Penetration Testing mailing list archives

Re: Bruteforce HTTP Basic authentification


From: Chris Kuethe <chris.kuethe () gmail com>
Date: Fri, 19 Aug 2005 12:16:02 -0600

On 8/19/05, someone asked me:
Where could I find a frequency analyzer? Is that something you custom
wrote?

It's another little custom bit of perl. again, this is dead easy in a
couple of screens of perl. roughly like this

foreach $word (<>) {
    $n = 0;
    foreach $c (split(//, $word)){
        $freq{$n}->{$chars[0]}++;
        $n++;
    }
}

and then print the resulting hash through whatever method you choose
(use perl's built-in sort, or offload it to /usr/bin/sort...)

-----Original Message-----

From: Chris Kuethe [mailto:chris.kuethe () gmail com]
Sent: Thursday, August 18, 2005 4:06 PM
To: Serg Belokamen; Pen Test
Subject: Re: Bruteforce HTTP Basic authentification

By optimized alphabet, I mean sort the letters to be tried by order of
frequency in your probably target language. You could try AAAAAAAA,
AAAAAAAB, AAAAAAAC, ... but there's a reason why they give you "RSTLNE"
for free on Wheel of Fortune.

The last big brute force I did, I took the standard unix dictionaries,
plus the text of a bunch of ebooks I had on my laptop and came up with
frequency distributions for the first through fourth letters of the
average english word. As I was targetting a system where most of the
users were native english-speakers, I figured this was a safe assumption
to make. It took some minutes for my frequency counter to run, but when
I was finished, I had a set of alphabets that made it a lot more
effective to search for dictionary words, their leetspeak variants, and
finally alphanumeric keyboard smashing...

CK

On 8/17/05, Serg Belokamen <serg.belokamen () gmail com> wrote:
What do you "optimised alphabet" ... any URL's etc?

   Cheers,
      Serg

On 18/08/05, Chris Kuethe <chris.kuethe () gmail com> wrote:
On 8/17/05, nik <nik () adminzone ru> wrote:
Hello list!
I'm doing little pen-test of a web-application for a small
company.
This application uses HTTP Basic autintification. So the question
is:
does any one know some tools (such as brutus) for brutforce
usernames and passwors for this type of authentification. These
tools must run under Linux or FreeBSD.

The LWP perl module will do quite nicely. Combine that with an
optimized alphabet or 4, and you can have a very effective brute
forcer in a couple of screenfuls of code. Optimizing your alphabet
can be very effective, taking the time to crack a password down from

hours to minutes or even seconds if you have a good idea about the
letter distribution. ;)

CK


-- 
GDB has a 'break' feature; why doesn't it have 'fix' too?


# [WORK REQUIRED]
Locate the string "chart" in the records below. Copy every line where it occurs.

Extracted data entries:

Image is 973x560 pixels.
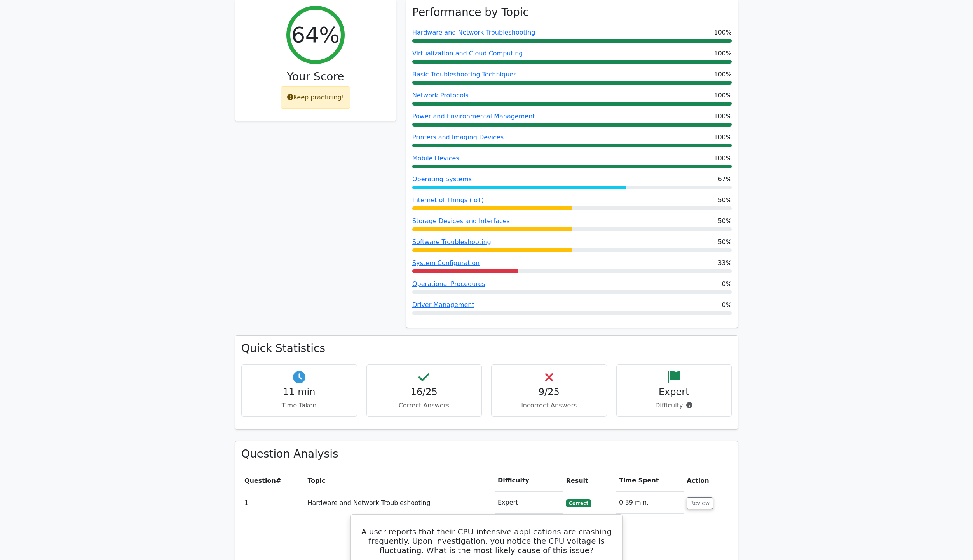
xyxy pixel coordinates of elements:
[244,477,276,484] span: Question
[714,28,732,37] span: 100%
[616,492,684,514] td: 0:39 min.
[714,133,732,142] span: 100%
[495,470,563,492] th: Difficulty
[241,492,304,514] td: 1
[413,50,523,57] a: Virtualization and Cloud Computing
[413,301,474,309] a: Driver Management
[413,260,479,267] a: System Configuration
[714,70,732,80] span: 100%
[714,112,732,121] span: 100%
[616,470,684,492] th: Time Spent
[722,280,732,288] span: 0%
[413,196,484,204] a: Internet of Things (IoT)
[717,259,732,268] span: 33%
[413,154,459,161] a: Mobile Devices
[623,386,725,398] h4: Expert
[717,217,732,226] span: 50%
[304,492,495,514] td: Hardware and Network Troubleshooting
[498,386,601,398] h4: 9/25
[714,49,732,58] span: 100%
[304,470,495,492] th: Topic
[248,386,351,398] h4: 11 min
[717,196,732,205] span: 50%
[413,29,536,36] a: Hardware and Network Troubleshooting
[413,175,472,183] a: Operating Systems
[373,386,475,398] h4: 16/25
[717,238,732,247] span: 50%
[498,401,601,411] p: Incorrect Answers
[563,470,616,492] th: Result
[413,6,529,19] h3: Performance by Topic
[241,70,390,84] h3: Your Score
[373,401,475,411] p: Correct Answers
[248,401,351,411] p: Time Taken
[291,22,339,47] h2: 64%
[714,91,732,100] span: 100%
[413,92,469,99] a: Network Protocols
[495,492,563,514] td: Expert
[241,470,304,492] th: #
[687,497,713,509] button: Review
[413,71,517,78] a: Basic Troubleshooting Techniques
[566,500,591,508] span: Correct
[623,401,725,411] p: Difficulty
[684,470,732,492] th: Action
[413,112,535,120] a: Power and Environmental Management
[413,133,503,141] a: Printers and Imaging Devices
[413,280,485,288] a: Operational Procedures
[413,218,510,225] a: Storage Devices and Interfaces
[241,448,732,461] h3: Question Analysis
[360,527,613,555] h5: A user reports that their CPU-intensive applications are crashing frequently. Upon investigation,...
[717,174,732,184] span: 67%
[714,153,732,163] span: 100%
[241,342,732,355] h3: Quick Statistics
[722,300,732,310] span: 0%
[413,239,491,246] a: Software Troubleshooting
[281,86,351,108] div: Keep practicing!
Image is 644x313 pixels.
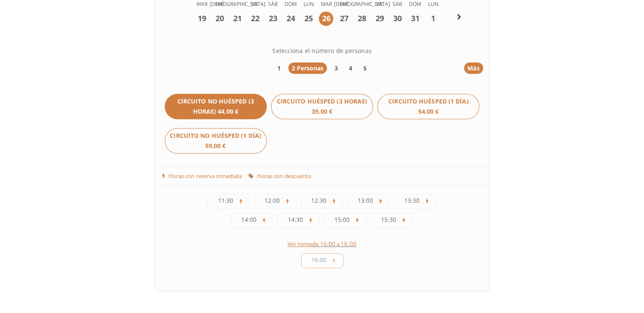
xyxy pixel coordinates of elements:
span: 13:30 [404,197,426,205]
span: Sábado [393,1,402,8]
div: CIRCUITO HUÉSPED (3 HORAS) 39,00 € [271,94,373,119]
span: de 16:00 a 16:00 [312,240,356,248]
span: 12:00 [264,197,286,205]
div: 1 [274,62,284,74]
span: 31 [411,12,419,25]
span: Domingo [409,1,421,8]
div: CIRCUITO HUÉSPED (1 DÍA) 54,00 € [377,94,479,119]
span: 19 [197,12,206,25]
div: Reserva inmediata [254,194,297,208]
span: 23 [268,12,277,25]
span: 25 [304,12,313,25]
div: Reserva inmediata [324,213,366,227]
span: 22 [251,12,259,25]
span: Jueves [334,1,390,8]
div: Reserva inmediata [208,194,250,208]
span: 21 [233,12,241,25]
span: 24 [286,12,295,25]
span: 16:00 [311,256,333,265]
span: Horas con descuento [248,171,311,181]
div: Reserva inmediata [301,194,343,208]
span: Jueves [209,1,265,8]
div: Reserva inmediata [394,194,436,208]
div: Más [464,62,483,74]
span: 12:30 [311,197,333,205]
div: Reserva inmediata [278,213,320,227]
span: Martes [196,1,207,8]
span: Lunes [303,1,313,8]
span: Domingo [285,1,297,8]
span: 11:30 [218,197,240,205]
div: CIRCUITO NO HUÉSPED (3 HORAS) 44,00 € [165,94,267,119]
div: Reserva inmediata [231,213,273,227]
span: Horas con reserva inmediata [162,171,242,181]
div: Reserva inmediata [347,194,390,208]
div: Selecciona el número de personas [156,42,489,60]
span: 20 [215,12,224,25]
div: CIRCUITO NO HUÉSPED (1 DÍA) 59,00 € [165,128,267,153]
span: Ver horas [288,239,312,249]
span: Viernes [251,1,259,8]
span: Viernes [376,1,383,8]
span: 14:00 [241,216,263,224]
span: 14:30 [288,216,310,224]
span: 26 [322,12,330,25]
span: 30 [393,12,401,25]
div: Reserva inmediata [301,253,343,268]
div: 4 [345,62,355,74]
span: Sábado [268,1,278,8]
span: 1 [431,12,435,25]
div: 5 [360,62,370,74]
span: Lunes [428,1,438,8]
span: 15:30 [381,216,403,224]
div: Reserva inmediata [371,213,413,227]
span: 15:00 [334,216,356,224]
span: 29 [375,12,384,25]
div: 2 Personas [289,62,327,74]
span: Martes [321,1,331,8]
span: 13:00 [358,197,380,205]
span: 28 [357,12,366,25]
span: 27 [339,12,348,25]
div: 3 [331,62,341,74]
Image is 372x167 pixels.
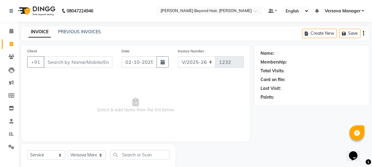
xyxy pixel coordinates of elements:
label: Invoice Number [178,48,204,54]
a: INVOICE [28,27,51,38]
button: +91 [27,56,44,68]
div: Card on file: [261,77,285,83]
input: Search or Scan [110,150,169,160]
div: Membership: [261,59,287,65]
label: Client [27,48,37,54]
div: Total Visits: [261,68,285,74]
label: Date [122,48,130,54]
span: Versova Manager [325,8,361,14]
a: PREVIOUS INVOICES [58,29,101,35]
img: logo [15,2,57,19]
button: Create New [302,29,337,38]
span: Select & add items from the list below [27,75,244,136]
div: Points: [261,94,274,101]
input: Search by Name/Mobile/Email/Code [44,56,112,68]
b: 08047224946 [67,2,93,19]
button: Save [339,29,361,38]
div: Name: [261,50,274,57]
div: Last Visit: [261,85,281,92]
iframe: chat widget [347,143,366,161]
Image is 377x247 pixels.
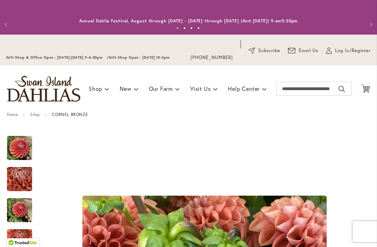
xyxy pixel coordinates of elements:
[288,47,319,54] a: Email Us
[363,17,377,31] button: Next
[30,112,40,117] a: Shop
[190,27,193,29] button: 3 of 4
[258,47,280,54] span: Subscribe
[7,198,32,223] img: CORNEL BRONZE
[52,112,88,117] strong: CORNEL BRONZE
[149,85,173,92] span: Our Farm
[6,55,109,60] span: Gift Shop & Office Open - [DATE]-[DATE] 9-4:30pm /
[326,47,371,54] a: Log In/Register
[249,47,280,54] a: Subscribe
[335,47,371,54] span: Log In/Register
[176,27,179,29] button: 1 of 4
[7,160,39,191] div: CORNEL BRONZE
[89,85,102,92] span: Shop
[183,27,186,29] button: 2 of 4
[197,27,200,29] button: 4 of 4
[191,54,233,61] a: [PHONE_NUMBER]
[190,85,211,92] span: Visit Us
[7,76,80,102] a: store logo
[7,112,18,117] a: Home
[7,135,32,161] img: CORNEL BRONZE
[7,129,39,160] div: CORNEL BRONZE
[120,85,131,92] span: New
[299,47,319,54] span: Email Us
[109,55,170,60] span: Gift Shop Open - [DATE] 10-3pm
[79,18,298,23] a: Annual Dahlia Festival, August through [DATE] - [DATE] through [DATE] (And [DATE]) 9-am5:30pm
[228,85,260,92] span: Help Center
[5,222,25,242] iframe: Launch Accessibility Center
[7,191,39,222] div: CORNEL BRONZE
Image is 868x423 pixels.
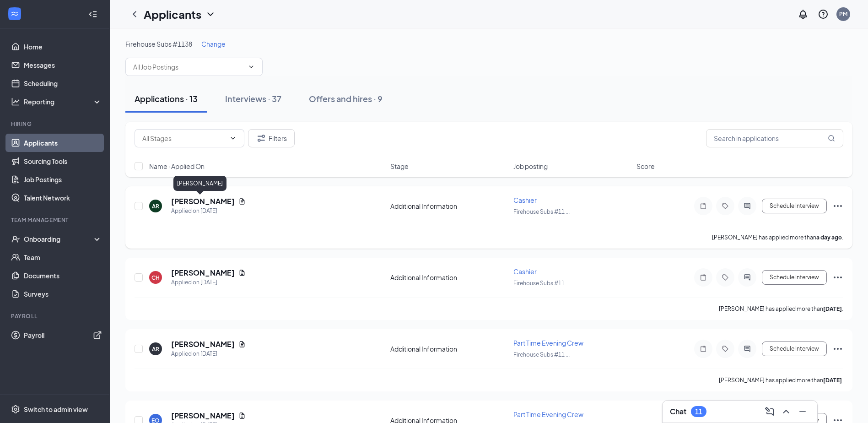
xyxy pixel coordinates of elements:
[828,135,836,142] svg: MagnifyingGlass
[11,404,20,413] svg: Settings
[391,201,508,211] div: Additional Information
[23,189,102,207] a: Talent Network
[832,272,844,283] svg: Ellipses
[88,10,98,19] svg: Collapse
[171,278,245,287] div: Applied on [DATE]
[23,248,102,266] a: Team
[698,274,709,281] svg: Note
[201,40,225,48] span: Change
[818,9,829,19] svg: QuestionInfo
[225,93,282,104] div: Interviews · 37
[720,203,731,210] svg: Tag
[11,216,100,224] div: Team Management
[720,345,731,352] svg: Tag
[205,9,216,19] svg: ChevronDown
[152,345,159,353] div: AR
[171,196,235,207] h5: [PERSON_NAME]
[23,326,102,344] a: PayrollExternalLink
[742,274,753,281] svg: ActiveChat
[742,203,753,210] svg: ActiveChat
[23,285,102,303] a: Surveys
[670,406,686,417] h3: Chat
[129,9,140,19] svg: ChevronLeft
[514,208,570,215] span: Firehouse Subs #11 ...
[779,404,794,419] button: ChevronUp
[514,338,584,347] span: Part Time Evening Crew
[762,199,827,213] button: Schedule Interview
[174,176,227,191] div: [PERSON_NAME]
[11,120,100,128] div: Hiring
[742,345,753,352] svg: ActiveChat
[11,312,100,320] div: Payroll
[171,207,245,216] div: Applied on [DATE]
[762,404,778,419] button: ComposeMessage
[23,266,102,285] a: Documents
[256,132,266,144] svg: Filter
[824,305,842,312] b: [DATE]
[229,135,237,142] svg: ChevronDown
[23,152,102,170] a: Sourcing Tools
[797,406,808,417] svg: Minimize
[23,74,102,93] a: Scheduling
[11,234,20,244] svg: UserCheck
[171,339,235,350] h5: [PERSON_NAME]
[514,351,570,358] span: Firehouse Subs #11 ...
[719,305,844,312] p: [PERSON_NAME] has applied more than .
[707,129,844,148] input: Search in applications
[23,97,103,107] div: Reporting
[695,408,702,416] div: 11
[698,203,709,210] svg: Note
[10,9,19,19] svg: WorkstreamLogo
[238,341,245,348] svg: Document
[171,410,235,421] h5: [PERSON_NAME]
[23,234,94,244] div: Onboarding
[23,170,102,189] a: Job Postings
[762,341,827,356] button: Schedule Interview
[514,196,537,204] span: Cashier
[514,161,548,170] span: Job posting
[135,93,198,104] div: Applications · 13
[11,97,20,107] svg: Analysis
[391,344,508,354] div: Additional Information
[514,267,537,275] span: Cashier
[781,406,792,417] svg: ChevronUp
[762,270,827,285] button: Schedule Interview
[171,350,245,358] div: Applied on [DATE]
[514,279,570,287] span: Firehouse Subs #11 ...
[125,40,192,48] span: Firehouse Subs #1138
[309,93,383,104] div: Offers and hires · 9
[824,377,842,383] b: [DATE]
[391,161,409,170] span: Stage
[719,376,844,384] p: [PERSON_NAME] has applied more than .
[514,410,584,418] span: Part Time Evening Crew
[248,129,295,148] button: Filter Filters
[152,274,160,282] div: CH
[391,273,508,282] div: Additional Information
[248,63,255,70] svg: ChevronDown
[152,203,159,210] div: AR
[798,9,809,19] svg: Notifications
[144,6,201,22] h1: Applicants
[149,161,204,170] span: Name · Applied On
[698,345,709,352] svg: Note
[795,404,810,419] button: Minimize
[832,343,844,354] svg: Ellipses
[23,134,102,152] a: Applicants
[23,56,102,74] a: Messages
[133,62,244,72] input: All Job Postings
[712,233,844,241] p: [PERSON_NAME] has applied more than .
[765,406,775,417] svg: ComposeMessage
[142,133,225,143] input: All Stages
[840,10,848,18] div: PM
[238,198,245,205] svg: Document
[23,37,102,56] a: Home
[832,200,844,212] svg: Ellipses
[23,404,88,413] div: Switch to admin view
[636,161,655,170] span: Score
[816,234,842,241] b: a day ago
[238,412,245,419] svg: Document
[171,268,235,278] h5: [PERSON_NAME]
[720,274,731,281] svg: Tag
[238,269,245,276] svg: Document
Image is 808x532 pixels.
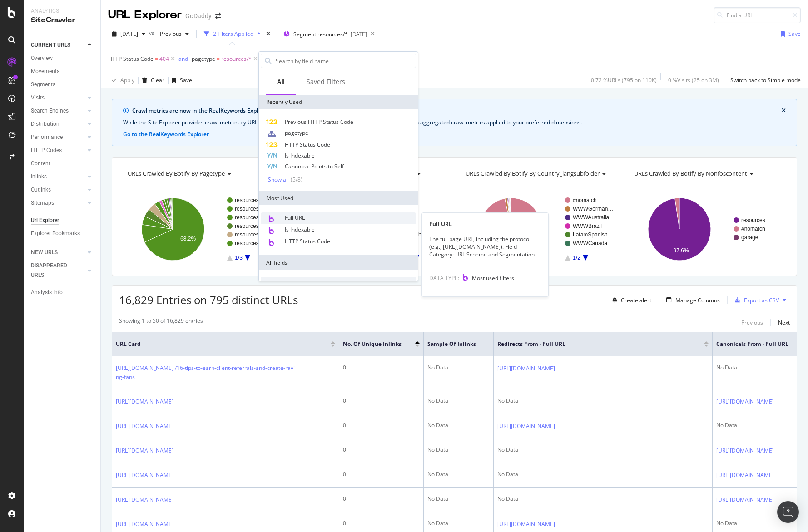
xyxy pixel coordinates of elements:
[215,13,220,19] div: arrow-right-arrow-left
[179,55,188,62] div: and
[112,99,797,146] div: info banner
[778,317,790,328] button: Next
[259,191,418,205] div: Most Used
[427,340,476,348] span: Sample of Inlinks
[31,106,85,116] a: Search Engines
[31,40,85,50] a: CURRENT URLS
[716,471,774,480] a: [URL][DOMAIN_NAME]
[31,146,62,155] div: HTTP Codes
[289,176,303,183] div: ( 5 / 8 )
[668,76,719,84] div: 0 % Visits ( 25 on 3M )
[116,340,328,348] span: URL Card
[343,397,420,405] div: 0
[730,76,800,84] div: Switch back to Simple mode
[31,288,94,297] a: Analysis Info
[778,318,790,327] div: Next
[497,470,708,479] div: No Data
[31,185,51,195] div: Outlinks
[285,141,330,148] span: HTTP Status Code
[116,422,173,431] a: [URL][DOMAIN_NAME]
[31,80,55,90] div: Segments
[277,78,285,87] div: All
[741,317,763,328] button: Previous
[716,340,795,348] span: Canonicals From - Full URL
[472,274,514,282] span: Most used filters
[259,255,418,270] div: All fields
[116,397,173,407] a: [URL][DOMAIN_NAME]
[465,169,600,178] span: URLs Crawled By Botify By country_langsubfolder
[157,30,182,38] span: Previous
[731,293,779,308] button: Export as CSV
[457,190,621,269] div: A chart.
[572,255,581,261] text: 1/2
[285,226,315,233] span: Is Indexable
[343,470,420,479] div: 0
[663,295,720,306] button: Manage Columns
[235,255,242,261] text: 1/3
[779,105,788,117] button: close banner
[31,146,85,155] a: HTTP Codes
[275,54,416,68] input: Search by field name
[285,152,315,160] span: Is Indexable
[120,76,135,84] div: Apply
[572,197,597,204] text: #nomatch
[31,216,59,225] div: Url Explorer
[108,55,154,62] span: HTTP Status Code
[343,422,420,429] div: 0
[31,67,59,76] div: Movements
[119,190,284,269] svg: A chart.
[350,30,367,38] div: [DATE]
[31,185,85,195] a: Outlinks
[741,226,765,232] text: #nomatch
[31,106,68,116] div: Search Engines
[268,176,289,183] div: Show all
[293,30,348,38] span: Segment: resources/*
[31,248,85,258] a: NEW URLS
[741,234,759,241] text: garage
[259,95,418,109] div: Recently Used
[343,520,420,527] div: 0
[716,496,774,505] a: [URL][DOMAIN_NAME]
[285,163,344,170] span: Canonical Points to Self
[31,54,52,63] div: Overview
[116,364,296,382] a: [URL][DOMAIN_NAME] /16-tips-to-earn-client-referrals-and-create-raving-fans
[572,206,613,212] text: WWWGerman…
[123,119,786,127] div: While the Site Explorer provides crawl metrics by URL, the RealKeywords Explorer enables more rob...
[427,446,490,454] div: No Data
[119,293,298,308] span: 16,829 Entries on 795 distinct URLs
[31,8,93,15] div: Analytics
[285,238,330,245] span: HTTP Status Code
[306,78,345,87] div: Saved Filters
[160,52,169,65] span: 404
[427,422,490,429] div: No Data
[497,364,555,373] a: [URL][DOMAIN_NAME]
[676,296,720,304] div: Manage Columns
[429,274,459,282] span: DATA TYPE:
[31,248,58,258] div: NEW URLS
[116,496,173,505] a: [URL][DOMAIN_NAME]
[632,166,781,181] h4: URLs Crawled By Botify By nonfoscontent
[31,80,94,90] a: Segments
[31,261,77,280] div: DISAPPEARED URLS
[31,93,85,103] a: Visits
[31,132,85,142] a: Performance
[151,76,164,84] div: Clear
[572,214,610,220] text: WWWAustralia
[626,190,790,269] div: A chart.
[31,40,71,50] div: CURRENT URLS
[609,293,651,308] button: Create alert
[343,364,420,372] div: 0
[31,288,62,297] div: Analysis Info
[422,220,548,228] div: Full URL
[673,248,689,254] text: 97.6%
[265,30,272,39] div: times
[572,232,608,238] text: LatamSpanish
[285,118,353,126] span: Previous HTTP Status Code
[31,261,85,280] a: DISAPPEARED URLS
[31,54,94,63] a: Overview
[185,11,211,21] div: GoDaddy
[235,206,317,212] text: resources/[GEOGRAPHIC_DATA]
[128,169,225,178] span: URLs Crawled By Botify By pagetype
[155,55,158,62] span: =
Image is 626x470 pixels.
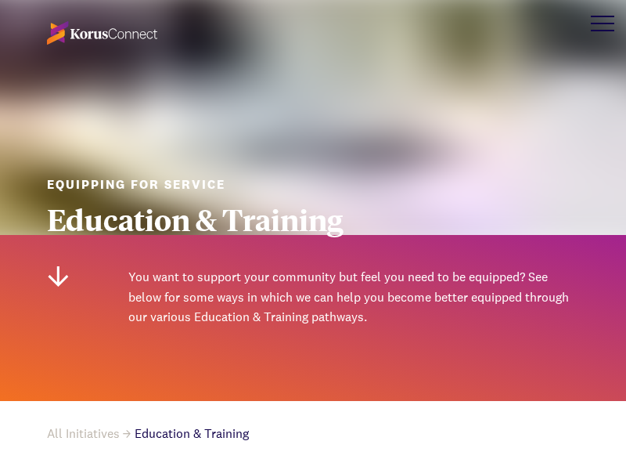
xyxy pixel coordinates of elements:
[47,21,157,45] img: korus-connect%2F70fc4767-4e77-47d7-a16a-dd1598af5252_logo-reverse.svg
[47,176,579,193] h1: Equipping for Service
[47,203,579,236] div: Education & Training
[47,425,135,441] a: All Initiatives
[128,267,579,327] p: You want to support your community but feel you need to be equipped? See below for some ways in w...
[135,425,249,441] span: Education & Training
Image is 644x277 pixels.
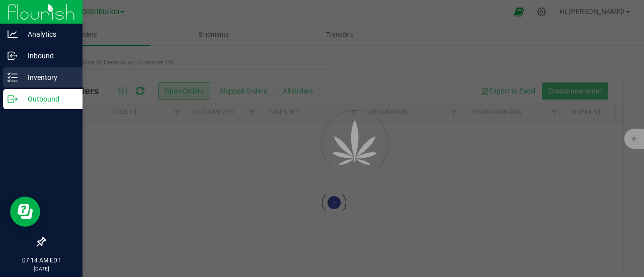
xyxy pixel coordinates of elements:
[18,93,78,105] p: Outbound
[18,71,78,83] p: Inventory
[8,51,18,61] inline-svg: Inbound
[8,29,18,39] inline-svg: Analytics
[18,50,78,62] p: Inbound
[10,196,40,227] iframe: Resource center
[8,94,18,104] inline-svg: Outbound
[8,72,18,82] inline-svg: Inventory
[18,28,78,40] p: Analytics
[4,265,78,273] p: [DATE]
[4,256,78,265] p: 07:14 AM EDT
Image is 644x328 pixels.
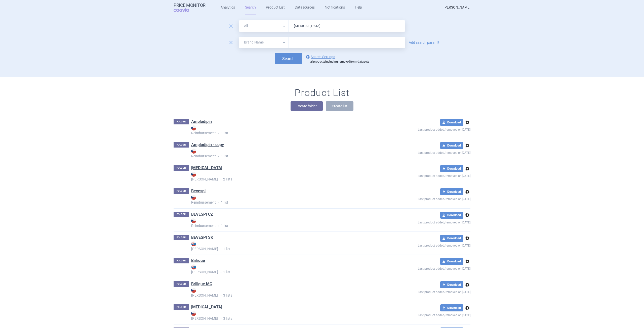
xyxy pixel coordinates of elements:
[191,148,381,158] strong: Reimbursement
[216,154,221,159] i: •
[191,304,222,310] h1: Calquence
[191,218,381,228] p: 1 list
[191,218,381,228] strong: Reimbursement
[191,172,381,181] strong: [PERSON_NAME]
[191,119,212,125] h1: Amplodipin
[294,87,350,99] h1: Product List
[325,60,350,63] strong: including removed
[191,165,222,171] a: [MEDICAL_DATA]
[191,235,213,241] h1: BEVESPI SK
[462,243,470,247] strong: [DATE]
[216,223,221,228] i: •
[191,195,381,205] p: 1 list
[462,197,470,201] strong: [DATE]
[216,200,221,205] i: •
[191,281,212,287] a: Brilique MC
[440,281,463,288] button: Download
[381,195,470,202] p: Last product added/removed on
[310,60,313,63] strong: all
[191,125,196,130] img: CZ
[191,304,222,310] a: [MEDICAL_DATA]
[191,172,381,182] p: 2 lists
[191,241,381,251] strong: [PERSON_NAME]
[191,142,224,148] a: Amplodipin - copy
[191,195,381,204] strong: Reimbursement
[381,288,470,294] p: Last product added/removed on
[191,288,196,293] img: CZ
[304,54,335,60] a: Search Settings
[440,212,463,218] button: Download
[291,101,323,111] button: Create folder
[191,310,381,321] p: 3 lists
[326,101,353,111] button: Create list
[191,288,381,298] p: 3 lists
[218,247,223,252] i: •
[462,267,470,270] strong: [DATE]
[440,188,463,195] button: Download
[191,125,381,136] p: 1 list
[440,235,463,242] button: Download
[216,131,221,136] i: •
[191,188,205,193] a: Bevespi
[440,165,463,172] button: Download
[381,265,470,271] p: Last product added/removed on
[462,128,470,131] strong: [DATE]
[381,311,470,317] p: Last product added/removed on
[174,212,189,217] p: FOLDER
[462,290,470,294] strong: [DATE]
[191,119,212,125] a: Amplodipin
[218,293,223,298] i: •
[274,53,302,64] button: Search
[191,212,213,217] a: BEVESPI CZ
[191,310,381,320] strong: [PERSON_NAME]
[462,151,470,155] strong: [DATE]
[174,235,189,240] p: FOLDER
[191,125,381,135] strong: Reimbursement
[440,258,463,265] button: Download
[191,165,222,172] h1: Arimidex
[191,264,196,269] img: SK
[191,212,213,218] h1: BEVESPI CZ
[174,188,189,193] p: FOLDER
[218,270,223,275] i: •
[462,220,470,224] strong: [DATE]
[191,264,381,274] strong: [PERSON_NAME]
[191,142,224,148] h1: Amplodipin - copy
[381,218,470,225] p: Last product added/removed on
[440,304,463,311] button: Download
[174,281,189,287] p: FOLDER
[191,258,205,264] h1: Brilique
[381,172,470,178] p: Last product added/removed on
[462,314,470,317] strong: [DATE]
[218,316,223,321] i: •
[440,119,463,126] button: Download
[174,165,189,171] p: FOLDER
[191,235,213,240] a: BEVESPI SK
[174,304,189,310] p: FOLDER
[310,60,369,64] div: products from datasets
[440,142,463,149] button: Download
[174,8,196,12] span: COGVIO
[174,258,189,264] p: FOLDER
[381,149,470,155] p: Last product added/removed on
[191,264,381,275] p: 1 list
[191,241,196,246] img: SK
[191,288,381,297] strong: [PERSON_NAME]
[174,119,189,125] p: FOLDER
[191,195,196,200] img: CZ
[381,242,470,248] p: Last product added/removed on
[381,126,470,132] p: Last product added/removed on
[191,258,205,264] a: Brilique
[191,241,381,252] p: 1 list
[191,148,381,159] p: 1 list
[218,177,223,182] i: •
[191,281,212,288] h1: Brilique MC
[174,142,189,148] p: FOLDER
[191,188,205,195] h1: Bevespi
[191,148,196,153] img: CZ
[191,218,196,223] img: CZ
[191,172,196,177] img: CZ
[174,3,205,8] strong: Price Monitor
[408,41,439,44] a: Add search param?
[462,174,470,178] strong: [DATE]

# [ANSWER TO THIS TASK]
[457,190,621,269] div: A chart.
[119,190,284,269] svg: A chart.
[626,190,790,269] div: A chart.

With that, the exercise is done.